Thomas outlines how a Georgian promoted the Confederate cause
MARCH 13, 2012 — On the heels of St. Patrick’s Day, Civil War historian Sam Thomas of Athens, Ga., told members about Thomas Read Rootes Cobb, a leading Georgian who helped codify Georgia law before joining the Confederate cause as an officer.
Thomas told the story of the colorful background of the Cobb family, including the differences between the abstemious Tom Cobb and his older brother Howell, a gregarious politician who served as speaker of the U.S. House (1849-51), governor of Georgia (1851-53) and U.s. Secretary of Treasury (1857-60).
Both brothers were founders of the Confederacy, with Tom Cobb, an intellectual, often quietly advising his more political brother. Tom Cobb, a founder of the University of Georgia’s law school, also wrote a Georgia constitution that included a Bill of Rights, Thomas said, and pushed for Georgia to leave the union before South Carolina, but was unsuccessful. However, his advocacy for session rubbed off on leaders in other states, Thomas said, and was influential in leading S.C. to secede in December 1860.
An ardent secessionist, Tom Cobb served in the Confederate Congress and chaired the committee that drafted the Confederate constitution. “He was one person who could not keep his mouth shut,” said Thomas, who today is curator of the T.R.R. Cobb house and museum in Athens. “He believed he had to have his thumb in everything.”
During the Civil War, Howell Cobb led a brigade of mostly Irish soldiers from Georgia with Tom Cobb as an officer. When his brother was promoted to major general, Tom Cobb was promoted to brigadier general to lead the brigade. He also became an adviser to Gen. Robert E. Lee, Thomas said. During the Battle of Fredericksburg in December 1862, Cobb’s Brigade successfully defended a strategic stone wall by repelling 13 Union frontal charges through a “shock and awe” strategy, Thomas said, that allowed them to provide an almost continuous fire on Union troops. During the battle, Tom Cobb died.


## AIM OF THE EXERCISE
Determine how many lines in these records hold "below". Only the number is wanted.

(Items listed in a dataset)

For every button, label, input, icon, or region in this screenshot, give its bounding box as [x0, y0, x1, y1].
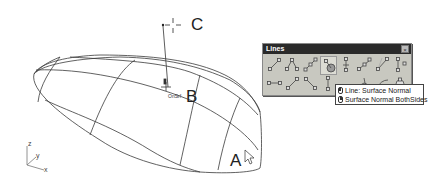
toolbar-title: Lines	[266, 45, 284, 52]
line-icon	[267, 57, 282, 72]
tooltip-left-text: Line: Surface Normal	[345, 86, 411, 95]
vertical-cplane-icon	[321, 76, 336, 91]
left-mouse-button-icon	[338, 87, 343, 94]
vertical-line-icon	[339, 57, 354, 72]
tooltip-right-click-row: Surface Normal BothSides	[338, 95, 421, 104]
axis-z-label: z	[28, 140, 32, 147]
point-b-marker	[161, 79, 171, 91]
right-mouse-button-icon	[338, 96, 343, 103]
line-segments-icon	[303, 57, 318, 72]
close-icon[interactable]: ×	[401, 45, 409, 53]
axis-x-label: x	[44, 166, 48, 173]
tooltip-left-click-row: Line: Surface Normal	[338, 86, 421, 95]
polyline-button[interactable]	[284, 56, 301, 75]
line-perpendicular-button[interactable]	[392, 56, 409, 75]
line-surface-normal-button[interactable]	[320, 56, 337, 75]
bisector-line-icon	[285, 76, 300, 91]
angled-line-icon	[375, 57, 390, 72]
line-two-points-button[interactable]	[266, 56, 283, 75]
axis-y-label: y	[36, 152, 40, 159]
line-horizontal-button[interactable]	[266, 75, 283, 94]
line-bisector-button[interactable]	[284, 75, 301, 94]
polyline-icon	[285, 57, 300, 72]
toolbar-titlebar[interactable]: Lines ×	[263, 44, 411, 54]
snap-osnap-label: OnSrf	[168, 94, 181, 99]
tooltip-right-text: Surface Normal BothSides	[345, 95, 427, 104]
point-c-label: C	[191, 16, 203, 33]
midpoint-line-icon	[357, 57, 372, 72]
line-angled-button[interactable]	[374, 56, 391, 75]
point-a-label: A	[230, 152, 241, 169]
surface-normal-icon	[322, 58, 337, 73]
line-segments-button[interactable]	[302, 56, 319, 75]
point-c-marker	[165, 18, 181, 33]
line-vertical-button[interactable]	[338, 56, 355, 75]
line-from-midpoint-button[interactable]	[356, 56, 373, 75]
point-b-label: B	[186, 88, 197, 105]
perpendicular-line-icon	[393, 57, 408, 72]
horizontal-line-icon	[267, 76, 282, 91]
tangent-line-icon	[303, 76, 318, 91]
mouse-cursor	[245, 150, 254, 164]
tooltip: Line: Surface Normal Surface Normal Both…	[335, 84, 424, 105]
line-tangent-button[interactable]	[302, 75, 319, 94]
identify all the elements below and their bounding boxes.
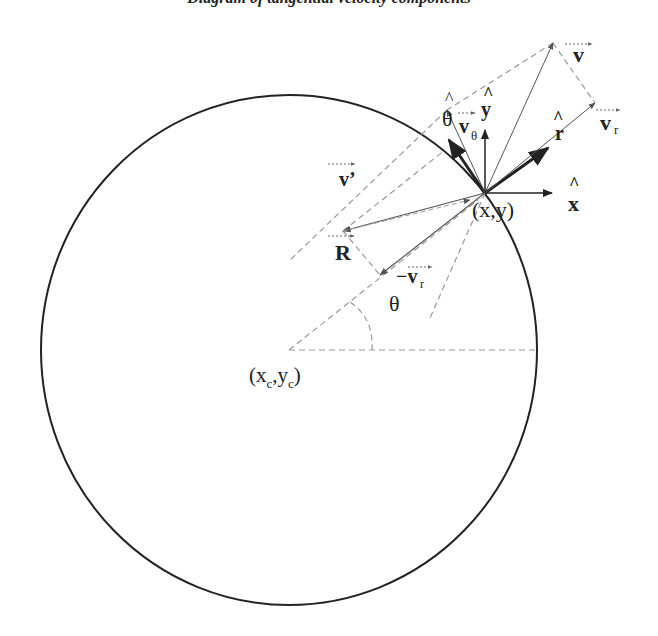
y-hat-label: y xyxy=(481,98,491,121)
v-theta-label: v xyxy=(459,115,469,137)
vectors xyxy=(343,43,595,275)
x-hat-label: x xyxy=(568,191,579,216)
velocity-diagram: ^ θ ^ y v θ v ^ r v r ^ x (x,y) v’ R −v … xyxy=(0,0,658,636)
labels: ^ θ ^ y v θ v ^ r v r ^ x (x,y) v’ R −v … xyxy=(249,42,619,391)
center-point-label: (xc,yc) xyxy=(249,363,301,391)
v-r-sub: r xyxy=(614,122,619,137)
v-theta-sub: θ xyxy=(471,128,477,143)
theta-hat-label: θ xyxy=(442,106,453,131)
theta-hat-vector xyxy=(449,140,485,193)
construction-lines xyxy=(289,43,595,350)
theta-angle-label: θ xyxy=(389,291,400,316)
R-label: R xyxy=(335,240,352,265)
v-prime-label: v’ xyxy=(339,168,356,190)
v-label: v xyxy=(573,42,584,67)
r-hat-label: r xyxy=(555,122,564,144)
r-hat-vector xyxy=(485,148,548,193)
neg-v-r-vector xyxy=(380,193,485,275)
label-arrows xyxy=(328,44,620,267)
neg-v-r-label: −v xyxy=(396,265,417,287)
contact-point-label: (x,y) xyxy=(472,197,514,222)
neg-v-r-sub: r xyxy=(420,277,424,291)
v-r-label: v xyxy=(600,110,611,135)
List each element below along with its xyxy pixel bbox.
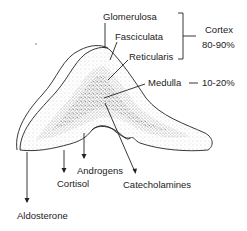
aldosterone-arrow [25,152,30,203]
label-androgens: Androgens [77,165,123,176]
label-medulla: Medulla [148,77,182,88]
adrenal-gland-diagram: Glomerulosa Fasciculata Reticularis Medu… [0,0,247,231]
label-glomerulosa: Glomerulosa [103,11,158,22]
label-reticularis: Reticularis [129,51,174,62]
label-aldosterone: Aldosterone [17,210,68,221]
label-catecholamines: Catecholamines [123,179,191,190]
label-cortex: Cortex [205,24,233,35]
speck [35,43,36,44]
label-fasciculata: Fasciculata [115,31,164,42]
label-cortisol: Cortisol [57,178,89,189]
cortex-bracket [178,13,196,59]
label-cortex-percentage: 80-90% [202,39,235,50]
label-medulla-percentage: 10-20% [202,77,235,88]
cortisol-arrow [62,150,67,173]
--
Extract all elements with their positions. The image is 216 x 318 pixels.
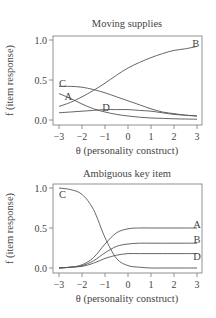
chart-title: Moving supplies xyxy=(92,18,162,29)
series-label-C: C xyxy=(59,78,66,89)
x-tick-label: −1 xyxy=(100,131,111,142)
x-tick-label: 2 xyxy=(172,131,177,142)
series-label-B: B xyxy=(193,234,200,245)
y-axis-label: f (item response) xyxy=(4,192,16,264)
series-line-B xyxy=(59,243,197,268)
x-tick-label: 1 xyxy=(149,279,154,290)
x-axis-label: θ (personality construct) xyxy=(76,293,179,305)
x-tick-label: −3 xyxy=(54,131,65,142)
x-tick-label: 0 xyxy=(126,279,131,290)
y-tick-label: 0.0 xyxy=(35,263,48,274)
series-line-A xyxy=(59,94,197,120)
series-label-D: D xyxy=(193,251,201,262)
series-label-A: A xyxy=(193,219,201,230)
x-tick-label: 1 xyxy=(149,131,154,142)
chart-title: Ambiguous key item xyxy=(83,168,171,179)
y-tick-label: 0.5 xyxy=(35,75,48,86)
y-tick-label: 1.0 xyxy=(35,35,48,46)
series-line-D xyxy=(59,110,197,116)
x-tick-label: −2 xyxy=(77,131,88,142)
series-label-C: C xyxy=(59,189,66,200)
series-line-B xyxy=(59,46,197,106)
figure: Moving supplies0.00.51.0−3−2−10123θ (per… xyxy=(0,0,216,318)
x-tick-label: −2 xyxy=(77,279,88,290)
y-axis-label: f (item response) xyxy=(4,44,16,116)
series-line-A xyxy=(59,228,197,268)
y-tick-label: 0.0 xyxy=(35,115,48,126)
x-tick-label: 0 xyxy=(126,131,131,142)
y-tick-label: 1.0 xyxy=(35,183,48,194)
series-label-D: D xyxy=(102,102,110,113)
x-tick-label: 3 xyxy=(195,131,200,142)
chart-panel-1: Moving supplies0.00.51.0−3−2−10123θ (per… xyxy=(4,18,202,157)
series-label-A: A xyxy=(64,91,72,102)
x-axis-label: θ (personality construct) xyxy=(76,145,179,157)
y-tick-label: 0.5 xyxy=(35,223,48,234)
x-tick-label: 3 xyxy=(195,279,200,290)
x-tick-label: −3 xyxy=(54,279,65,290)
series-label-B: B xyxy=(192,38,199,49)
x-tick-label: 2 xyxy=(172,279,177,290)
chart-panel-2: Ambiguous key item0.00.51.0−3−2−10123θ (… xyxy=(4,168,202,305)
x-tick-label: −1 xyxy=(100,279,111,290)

## WRITTEN ANSWER
2